The captains of the Lurline and the O. M. Kellogg were at the club. The Lurline was twenty-seven years old, and the Kellogg, too, high up in her teens, if not twenties. Their skippers were Americans, the Kellogg’s master as dark as a negro, burned by thirty years of tropical sun.
“I used to live in Hawaii in the eighties,” he said. “I used to pass the pipe there in those days. There’d be only one pipe among a dozen kanakas, and each had a draw or so in turn. They have that custom in the Marquesas, too, and so had the American Indians.”

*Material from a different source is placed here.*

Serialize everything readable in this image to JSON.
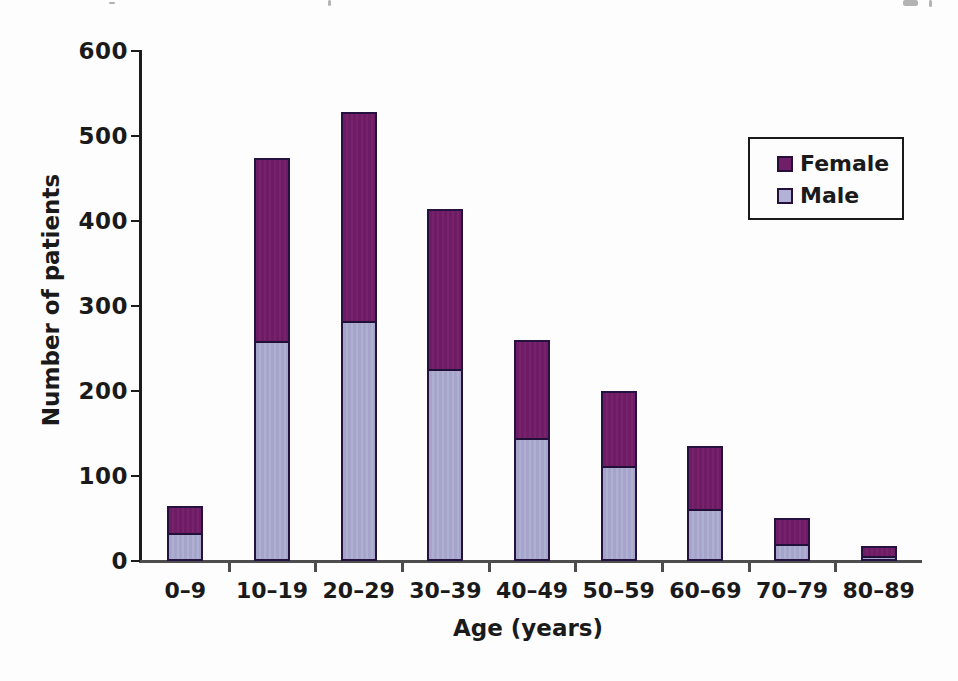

I walked with the Kellogg’s skipper to his vessel, moored close to the quay in front of the club. He gave an order to the mate, who told him to go to sheol. The mate had been ashore.

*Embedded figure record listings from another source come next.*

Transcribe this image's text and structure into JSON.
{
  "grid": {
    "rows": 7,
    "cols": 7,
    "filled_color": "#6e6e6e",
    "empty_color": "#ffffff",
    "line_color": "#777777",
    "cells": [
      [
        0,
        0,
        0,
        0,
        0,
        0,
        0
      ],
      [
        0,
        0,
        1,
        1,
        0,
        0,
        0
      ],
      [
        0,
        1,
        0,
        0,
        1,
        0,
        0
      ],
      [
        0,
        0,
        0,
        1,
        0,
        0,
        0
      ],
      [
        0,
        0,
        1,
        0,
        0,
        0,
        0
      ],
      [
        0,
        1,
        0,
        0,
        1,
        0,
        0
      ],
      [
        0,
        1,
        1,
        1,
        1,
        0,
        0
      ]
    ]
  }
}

“Come aboard,” cried the mate, “and I will knock your block off.”
The whole waterfront heard the challenge. Stores were deserted to witness the imminent fight.

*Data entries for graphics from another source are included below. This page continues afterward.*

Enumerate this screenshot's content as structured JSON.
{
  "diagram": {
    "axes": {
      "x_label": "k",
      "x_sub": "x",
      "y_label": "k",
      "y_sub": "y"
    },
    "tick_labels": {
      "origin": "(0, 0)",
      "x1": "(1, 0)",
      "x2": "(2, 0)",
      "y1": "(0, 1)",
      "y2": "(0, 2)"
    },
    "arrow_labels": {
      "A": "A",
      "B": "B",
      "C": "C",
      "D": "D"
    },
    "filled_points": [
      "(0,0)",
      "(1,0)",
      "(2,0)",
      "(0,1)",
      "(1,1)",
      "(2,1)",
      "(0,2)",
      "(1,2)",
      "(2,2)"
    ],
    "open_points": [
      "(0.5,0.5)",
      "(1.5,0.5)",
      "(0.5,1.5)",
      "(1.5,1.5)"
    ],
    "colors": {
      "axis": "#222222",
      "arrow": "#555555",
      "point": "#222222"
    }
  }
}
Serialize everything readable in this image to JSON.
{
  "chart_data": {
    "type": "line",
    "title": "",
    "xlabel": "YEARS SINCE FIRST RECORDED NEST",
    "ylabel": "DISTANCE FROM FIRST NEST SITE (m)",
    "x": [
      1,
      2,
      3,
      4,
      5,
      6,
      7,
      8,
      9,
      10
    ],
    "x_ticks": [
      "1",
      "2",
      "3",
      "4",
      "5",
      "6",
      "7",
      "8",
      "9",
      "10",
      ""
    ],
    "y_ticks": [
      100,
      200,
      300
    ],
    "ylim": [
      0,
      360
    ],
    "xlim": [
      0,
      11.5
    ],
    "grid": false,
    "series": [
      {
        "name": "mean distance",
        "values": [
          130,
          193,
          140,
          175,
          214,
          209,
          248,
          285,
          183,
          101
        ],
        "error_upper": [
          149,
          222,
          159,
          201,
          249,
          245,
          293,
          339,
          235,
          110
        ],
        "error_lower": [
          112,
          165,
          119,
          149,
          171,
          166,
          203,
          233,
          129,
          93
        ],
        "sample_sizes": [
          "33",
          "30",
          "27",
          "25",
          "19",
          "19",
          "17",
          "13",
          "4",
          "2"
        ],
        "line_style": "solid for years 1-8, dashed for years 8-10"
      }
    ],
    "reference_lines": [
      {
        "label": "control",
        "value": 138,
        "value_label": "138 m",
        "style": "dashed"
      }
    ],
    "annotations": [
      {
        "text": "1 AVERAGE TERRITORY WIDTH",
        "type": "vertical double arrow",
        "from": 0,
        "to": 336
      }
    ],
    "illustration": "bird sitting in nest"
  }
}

The dark-faced captain ascended the gang-plank, and walked to the forecastle head, where the mate was directing the making taut a line.
“Now,” said the skipper, a foot from the mate, “knock!”
The mate hesitated. That would be a crime; he would go to jail and the captain would be delighted.
The master taunted him:
“Knock my block off! Touch my block, and I’ll whip you so your mother wouldn’t know you, you dirty, drunken, son of a sea-cook!”